I'm a sysadmin. My proper title is Systems Specialist. This means that I need to know about all systems, and to a degree, all major applications that we use in the School of Computing. I consider myself a Linux-guy first, a Mac-guy second, and a Windows-guy a distant third. However, it's inevitable that I shall have to support Windows and Office at work as well as at home.
This means that I need to brush up on what's new and exciting with both Windows Vista and Office 2007. I'll admit a distinct bias here: I don't want to play with these systems. I have a distinct dislike for all things Microsoft. In my opinion, in most cases their products are overly complex, designed to fence you in to an all MS-solution, and I can't stand their past and present behavior as a business. They are ruthless, predatory and in many cases liars, cheats and thieves. But here we are. I'm typing this in Word in Vista on a Saturday morning. Really, it's just for professional development.
I'm glad I got that off my chest.
The machine that I'm doing this testing on is a Lenovo ThinkPad T60. It is a 1.8GHz Core Duo machine with 1.5GB of RAM, an ATI Radeon X1300 video card and an Intel wireless and Bluetooth adaptor. It is the same machine I review here. The system typically run Linux. While it had some initial teething pains, it's a great system now.
Running Vista is another matter.
To start, drivers were quite tricky to locate, The ATI X1300 drivers must be downloaded through Lenovo, as ATI/AMD doesn't provide Radeon Mobile Windows drivers directly. Even installing the Intel NIC was something I had to do extra. Then there's the performance.
Vista runs slow on this hardware. Especially the video tricks. Especially if you don't disable the power management.
Again, I blame the ATI card/drivers here. My co-worker has a similar system with an Intel GMA950 and it seems to work well for him.
Disabling all video effects helps a bit but then you're left with a strange, almost Windows 2000-looking system that still chugs more than you'd expect.
I'm still not too far in to Vista but I don't like what I see. They've made many cosmetic changes that move to further obfuscate things. Explorer doesn't really show you paths by default, joining a wireless network actually takes more steps, one of which involves selecting if the network is a Home, Work or Public network, whatever that's supposed to mean.
Oh, and UAC. Awesome. Only Microsoft could so efficiently take a twenty+ year old good idea, break it and call it something new before filing for another bogus patent. Yes sir, after re-inventing the symlink, Microsoft re-invents the sudo command.
Finally (for the moment) there's the new DRM layer. Awesome stuff. As has been asked before: "They took five years for this?"
Okay, I feel better. Back to Linux now.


_Work instruction_
Across all lines of the entries, tally those with the word "продажу" in them. The reply is the tally, by itself.

_Record set_
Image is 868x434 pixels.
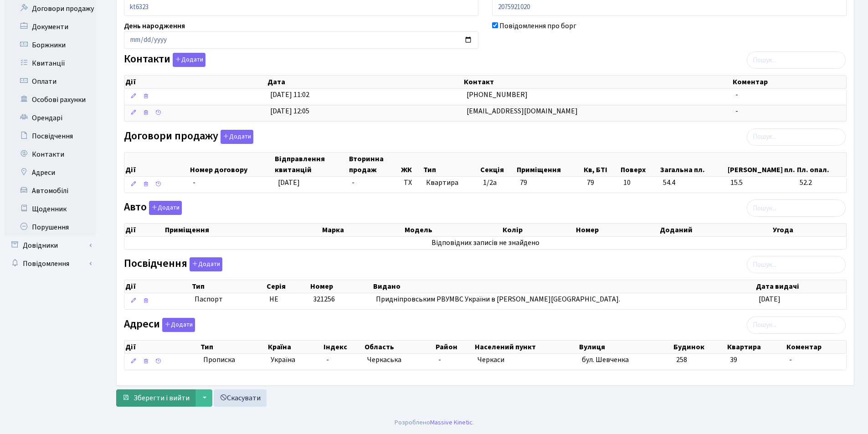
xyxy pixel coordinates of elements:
[463,75,731,89] th: Контакт
[367,355,401,365] span: Черкаська
[663,177,722,188] span: 54.4
[124,237,846,249] td: Відповідних записів не знайдено
[746,316,845,334] input: Пошук...
[221,130,254,144] button: Договори продажу
[730,177,792,188] span: 15.5
[422,152,479,176] th: Тип
[623,177,656,188] span: 10
[426,177,475,188] span: Квартира
[270,90,310,99] span: [DATE] 11:02
[474,340,578,353] th: Населений пункт
[5,146,95,164] a: Контакти
[321,224,403,236] th: Марка
[173,53,205,67] button: Контакти
[265,280,310,293] th: Серія
[578,340,672,353] th: Вулиця
[726,340,785,353] th: Квартира
[310,280,372,293] th: Номер
[133,393,189,403] span: Зберегти і вийти
[5,255,95,273] a: Повідомлення
[659,224,772,236] th: Доданий
[269,294,279,304] span: НЕ
[5,236,95,255] a: Довідники
[322,340,364,353] th: Індекс
[124,340,200,353] th: Дії
[800,177,842,188] span: 52.2
[789,355,792,365] span: -
[5,17,95,36] a: Документи
[5,200,95,218] a: Щоденник
[586,177,616,188] span: 79
[364,340,434,353] th: Область
[149,201,181,215] button: Авто
[676,355,687,365] span: 258
[5,109,95,127] a: Орендарі
[270,106,310,116] span: [DATE] 12:05
[403,177,419,188] span: ТХ
[5,218,95,236] a: Порушення
[203,355,235,366] span: Прописка
[483,177,497,188] span: 1/2а
[726,152,796,176] th: [PERSON_NAME] пл.
[123,20,185,32] label: День народження
[479,152,516,176] th: Секція
[575,224,659,236] th: Номер
[582,355,629,365] span: бул. Шевченка
[164,224,321,236] th: Приміщення
[434,340,474,353] th: Район
[746,51,845,68] input: Пошук...
[403,224,501,236] th: Модель
[400,152,422,176] th: ЖК
[195,294,262,305] span: Паспорт
[193,177,196,188] span: -
[672,340,726,353] th: Будинок
[659,152,726,176] th: Загальна пл.
[430,418,473,427] a: Massive Kinetic
[502,224,575,236] th: Колір
[274,152,348,176] th: Відправлення квитанцій
[5,181,95,200] a: Автомобілі
[278,177,300,188] span: [DATE]
[731,75,846,89] th: Коментар
[312,294,335,304] span: 321256
[785,340,846,353] th: Коментар
[394,418,474,427] div: Розроблено .
[500,20,576,32] label: Повідомлення про борг
[124,224,164,236] th: Дії
[5,91,95,109] a: Особові рахунки
[619,152,659,176] th: Поверх
[376,294,620,304] span: Придніпровським РВУМВС України в [PERSON_NAME][GEOGRAPHIC_DATA].
[729,355,737,365] span: 39
[5,164,95,181] a: Адреси
[116,390,196,407] button: Зберегти і вийти
[735,106,738,116] span: -
[123,318,195,332] label: Адреси
[348,152,400,176] th: Вторинна продаж
[123,258,222,271] label: Посвідчення
[213,390,266,407] a: Скасувати
[372,280,754,293] th: Видано
[124,75,266,89] th: Дії
[123,130,254,144] label: Договори продажу
[746,256,845,273] input: Пошук...
[477,355,504,365] span: Черкаси
[160,316,195,332] a: Додати
[5,127,95,146] a: Посвідчення
[467,90,528,99] span: [PHONE_NUMBER]
[123,53,205,67] label: Контакти
[583,152,619,176] th: Кв, БТІ
[162,318,195,332] button: Адреси
[270,355,318,366] span: Україна
[187,256,222,272] a: Додати
[147,200,181,215] a: Додати
[5,36,95,54] a: Боржники
[189,152,274,176] th: Номер договору
[5,72,95,91] a: Оплати
[171,51,205,68] a: Додати
[758,294,780,304] span: [DATE]
[189,258,222,271] button: Посвідчення
[746,128,845,146] input: Пошук...
[218,128,254,144] a: Додати
[267,340,322,353] th: Країна
[772,224,846,236] th: Угода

_Exercise output_
2